Greenwood Resources Licenses ORNL Technology for Biofuel Production

ORNL lead inventor Wellington Muchero and his team studied natural genetic variants of poplar trees with lower lignin content that best benefits ethanol production. (Credit: Oak Ridge National Laboratory)

An Oak Ridge National Laboratory technology, based on the detection of a gene in poplar (Populus trichocarpa), has been licensed by GreenWood Resources. This technology would make it easier to transform poplar trees into biofuels.

GreenWood, an international timberland investment and asset management company operating in Oregon, aims to market the technology to choose and breed improved varieties of poplar with minimal lignin content, which eases the conversion process and eventually minimizes the total costs of biofuel production.

Researchers from the Department of Energy’s ORNL, the University of Tennessee and West Virginia University, led by Wellington Muchero, identified a gene connected to the synthesis of lignin, an important component of plant cell walls that offers sturdiness but prevents the production of biofuels.
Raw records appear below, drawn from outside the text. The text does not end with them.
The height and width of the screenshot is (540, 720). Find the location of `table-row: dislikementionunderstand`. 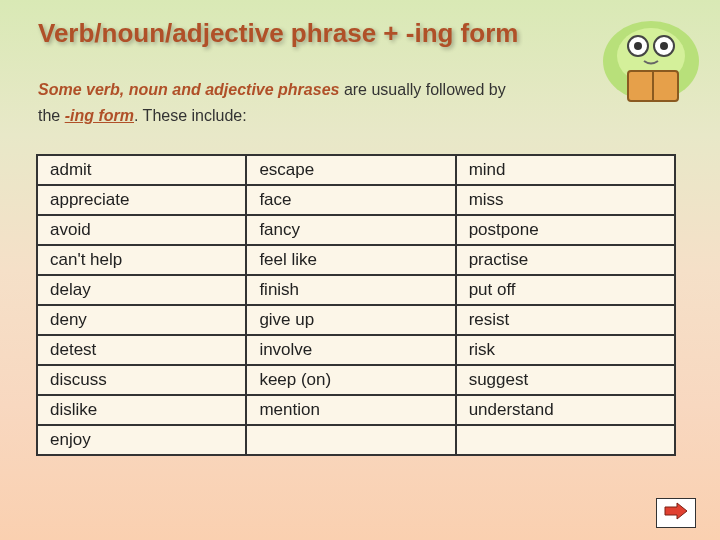

table-row: dislikementionunderstand is located at coordinates (356, 410).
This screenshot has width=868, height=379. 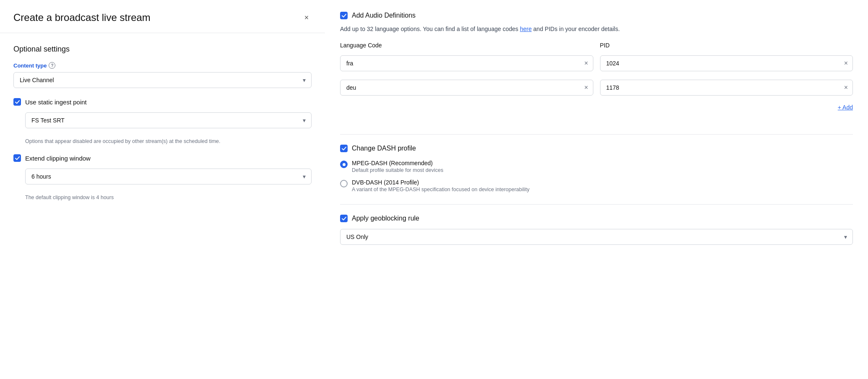 I want to click on audio-col-headers: Language Code PID, so click(x=596, y=47).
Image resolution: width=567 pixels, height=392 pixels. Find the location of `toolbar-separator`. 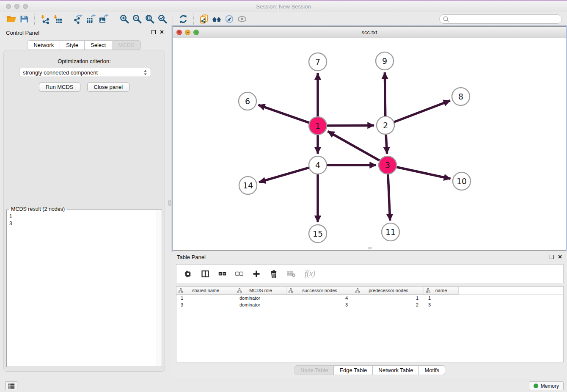

toolbar-separator is located at coordinates (68, 19).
When a poplar tree is grown with reduced lignin, it would offer easier access to the plant sugars that are transformed into renewable fuels.

The team’s research demonstrated that the gene could decrease lignin content by nearly 50% and raise the ethanol production up to 250% on biomass that was not mechanically or chemically pretreated.
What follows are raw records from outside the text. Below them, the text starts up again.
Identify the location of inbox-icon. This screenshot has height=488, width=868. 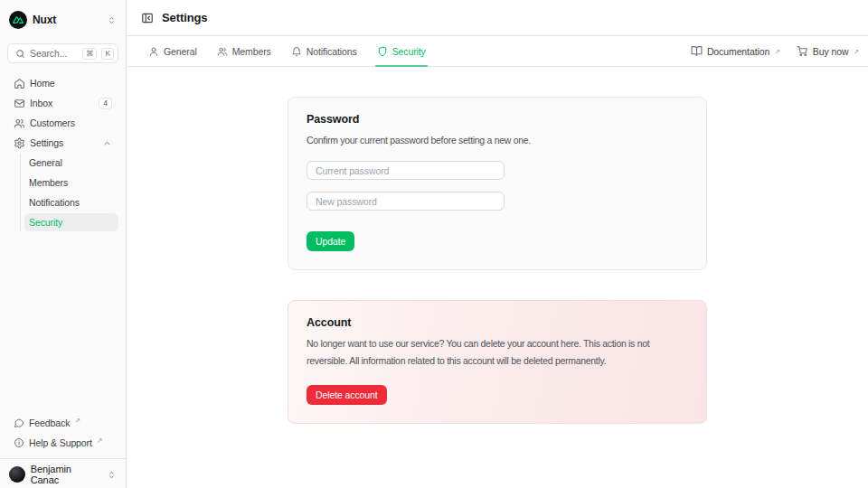
(20, 103).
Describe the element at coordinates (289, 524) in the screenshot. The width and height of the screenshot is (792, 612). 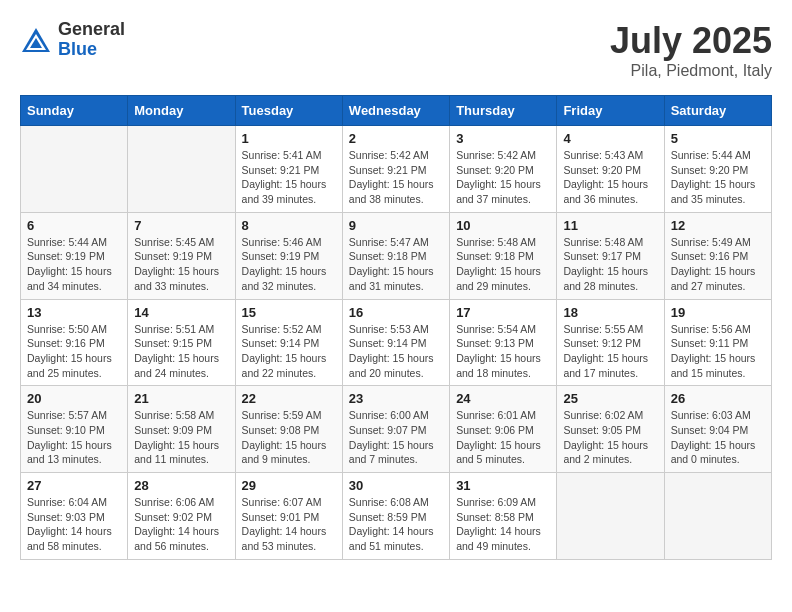
I see `day-info: Sunrise: 6:07 AMSunset: 9:01 PMDaylight:…` at that location.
We began with field studies, looking at poplar trees growing in their natural environment as well as experimental field sites in the Pacific Northwest region, and found naturally occurring genetic mutations that caused the most lignin reduction in these trees.

Wellington Muchero, ORNL

The team established that plants bearing a variant of the lignin-producing gene demonstrated an increase in sugar discharge of up to 280%, which caused the 250-percent increase in ethanol yield.

“What sets this discovery apart from similar studies is that this technology represents a 25 to 50 percent reduction in lignin content with a single gene, and the plants are still healthy, which is quite remarkable,” said Thomas Zacharia, deputy director for science and technology at ORNL. Former research in poplar and other biofuels crops has shown reductions ranging between 5 and 10 percent, frequently resulting in plants that did not perform well in field tests.
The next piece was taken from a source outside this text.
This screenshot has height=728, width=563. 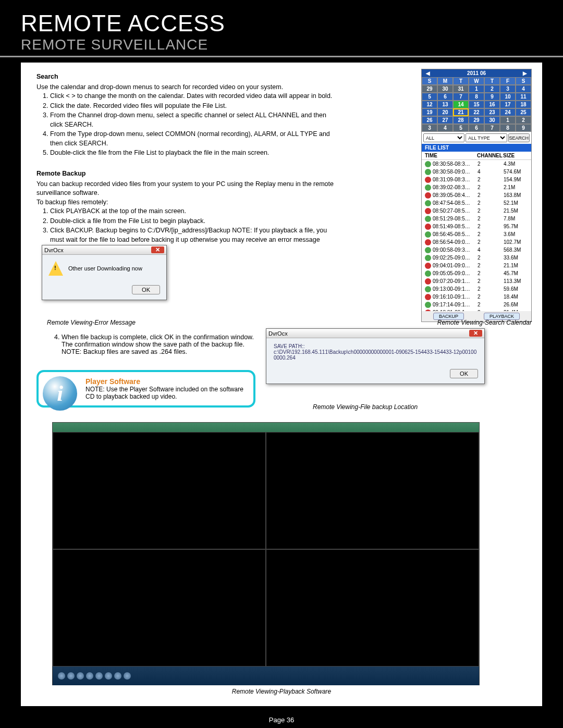 I want to click on save-ok-button: OK, so click(x=464, y=374).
GreenWood has licensed the genetic technology created by the ORNL-based BioEnergy Science Center. They will carry their partnership with ORNL as they perform field studies in the coming years to confirm the advantages of this unique plant system in GreenWood’s commercial options. The technology could also promote commercial opportunities in the pulp and paper sector.

Incorporating this technology into GreenWood’s poplar breeding program will lead to a new, superior class of bioenergy plantation varieties with which biorefineries can produce transportation fuels at a reduced cost, owing to significant savings during the pretreatment and enzymatic hydrolysis stages. This technology will accelerate GreenWood’s efforts to improve biomass chemical composition that is important in helping move the United States toward energy independence.

Brian Stanton, Chief Science Officer, GreenWood

Along with Muchero, co-inventors of the technology include ORNL’s Jin-Gui Chen, Lee E. Gunter, Sara Jawdy, Anthony C. Bryan and Gerald A. Tuskan; Stephen P. DiFazio, WVU, and Hao-Bo Guo, UT.

This research received funding from BESC, a U.S. Department of Energy Bioenergy Research Center supported by the DOE Office of Science, and the technology matured under ORNL’s Technology Innovation Program.